Monday, Feb. 16, 1970

THE tape recorder was running, ' and TIME'S team of cover reporters --Mary Cronin, Jonathan Larsen, Jay Cocks--had just about completed their interviews with the three Fondas. Then Peter Fonda started in on something that had been bugging him.

"Well, I think it's bloody b-- s--for somebody from a magazine to come in and sit down--a young cat --and say, 'I identify with you, kid. Come on, let's get it on.' And I say, O.K. . . . And when it comes out in TIME, it's a whole different gig. It's the way your editors wanted me to be shown. That's it. Not the way I was."

Mary Cronin: "Then why are you doing it? You don't have to talk."

Peter: "I talk. I've got diarrhea of the brain when there's somebody there with a pencil or tape recorder. How many chances do I have to get to the butts out there in Omaha and Kansas City? And Topeka? How many times have I got a chance to hit them and say, 'Hey, we're not free.' Not many. But TIME Magazine. They're not gonna get into that. They want to hear how I've got something rotten to say about Jane or Dad. Or how I've smoked grass. Or how I've taken LSD. Or how I've been busted. Or whatever I got to do, you know. Basically, what I'm saying is, why do the editors send all of you people to come with us and be with us and investigate us and interpret us, when they already know what they want to say about us?"

Well, basically, the reason all those cats went out to get it on with the Fondas was that Show Business Editor Peter Bird Martin and the other editors certainly did not know in advance what they wanted to say or, in fact, how it really was with the family. That was also true of Researcher Georgia Harbison, although researchers are notoriously omniscient.

The cover story was written by Stefan Kanfer, TIME'S movie critic. It may not reflect absolutely everything Peter Fonda says or thinks--there's so much of it--but we do believe that it shows him the way he was or is, and that it gets into a great many matters besides grass. In short, we consider it a reasonably complete and not altogether unsympathetic portrait of possibly the first, and certainly the most fascinating family in show business.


Beginning with the line that holds "drawing a box." and ending with the last line below, repeat each line exactly, leaving any pictures out.

-- Dataset records follows --

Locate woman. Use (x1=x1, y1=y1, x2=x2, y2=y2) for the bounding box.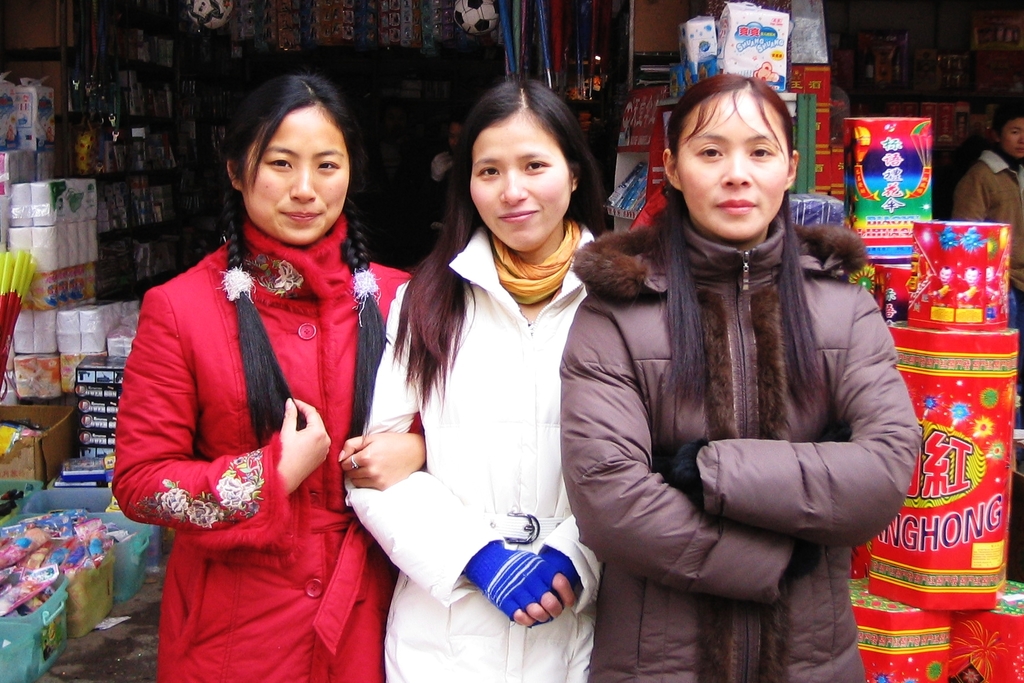
(x1=345, y1=78, x2=604, y2=682).
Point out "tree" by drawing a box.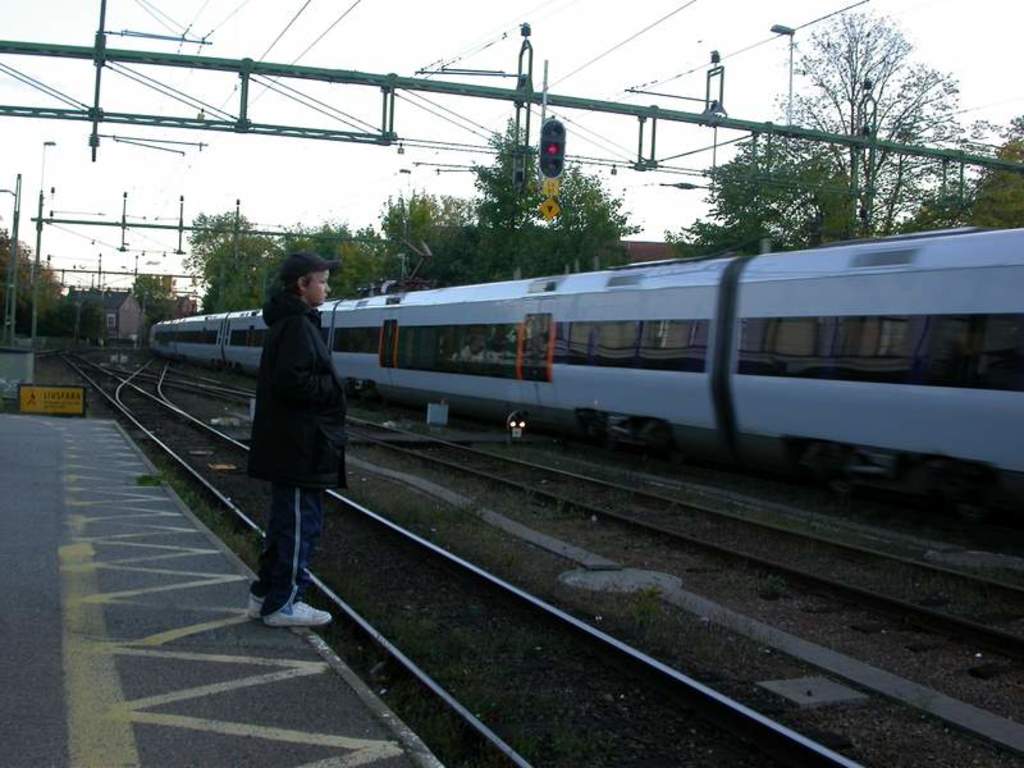
{"left": 374, "top": 187, "right": 481, "bottom": 294}.
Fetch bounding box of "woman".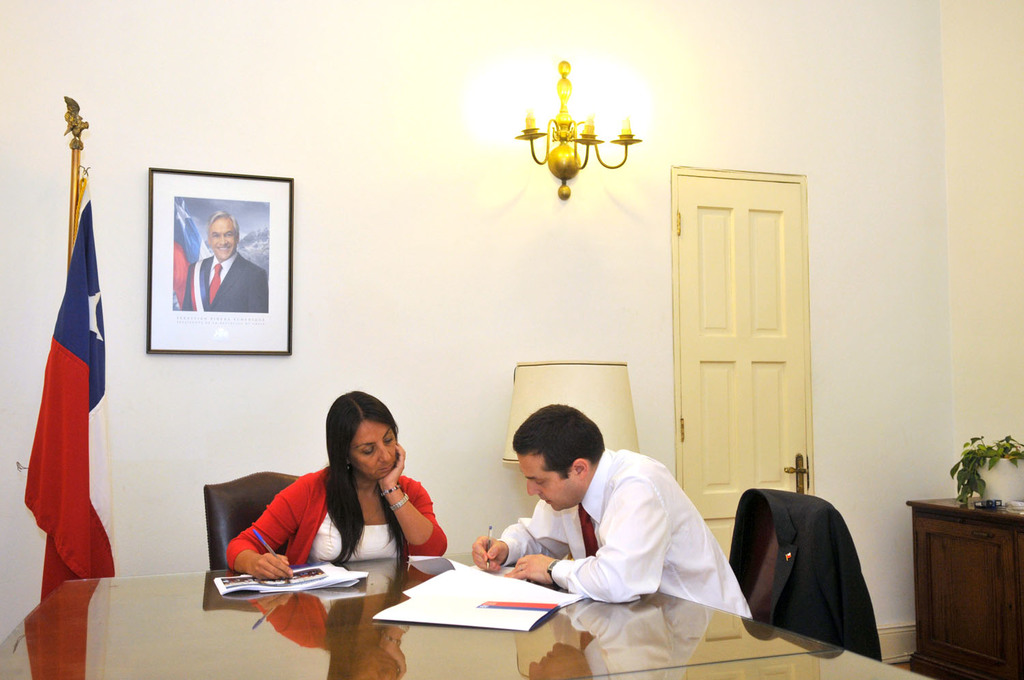
Bbox: {"left": 218, "top": 395, "right": 448, "bottom": 620}.
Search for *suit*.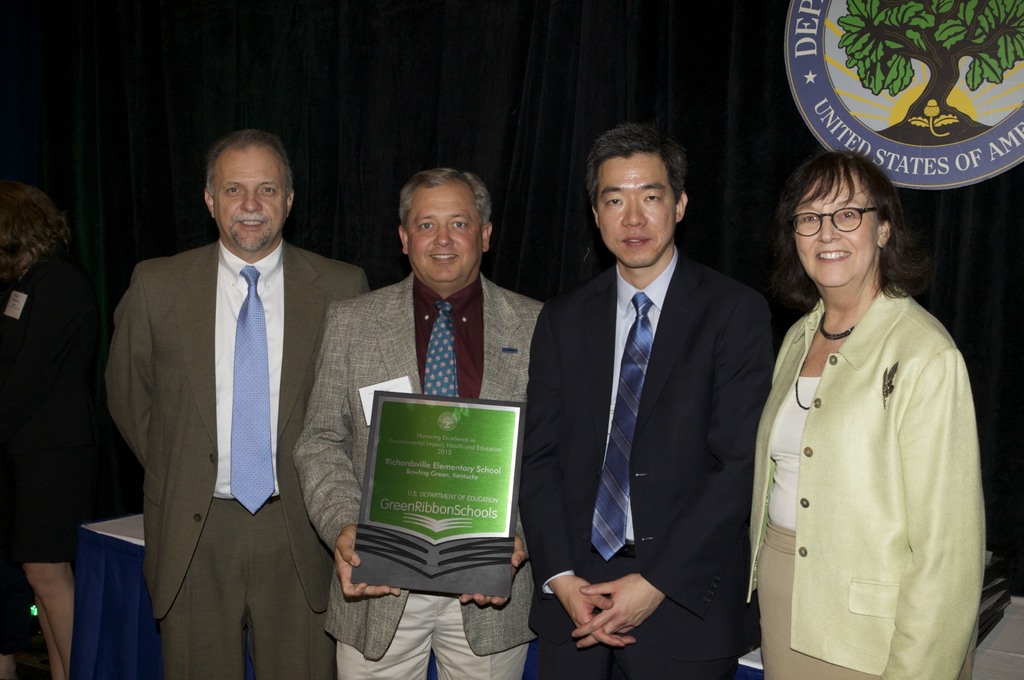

-- Dataset records concluded --

### The answer:
Point out "tree" by drawing a box.
{"left": 374, "top": 187, "right": 481, "bottom": 294}.
Fetch bounding box of "woman".
Bbox: {"left": 218, "top": 395, "right": 448, "bottom": 620}.
Search for *suit*.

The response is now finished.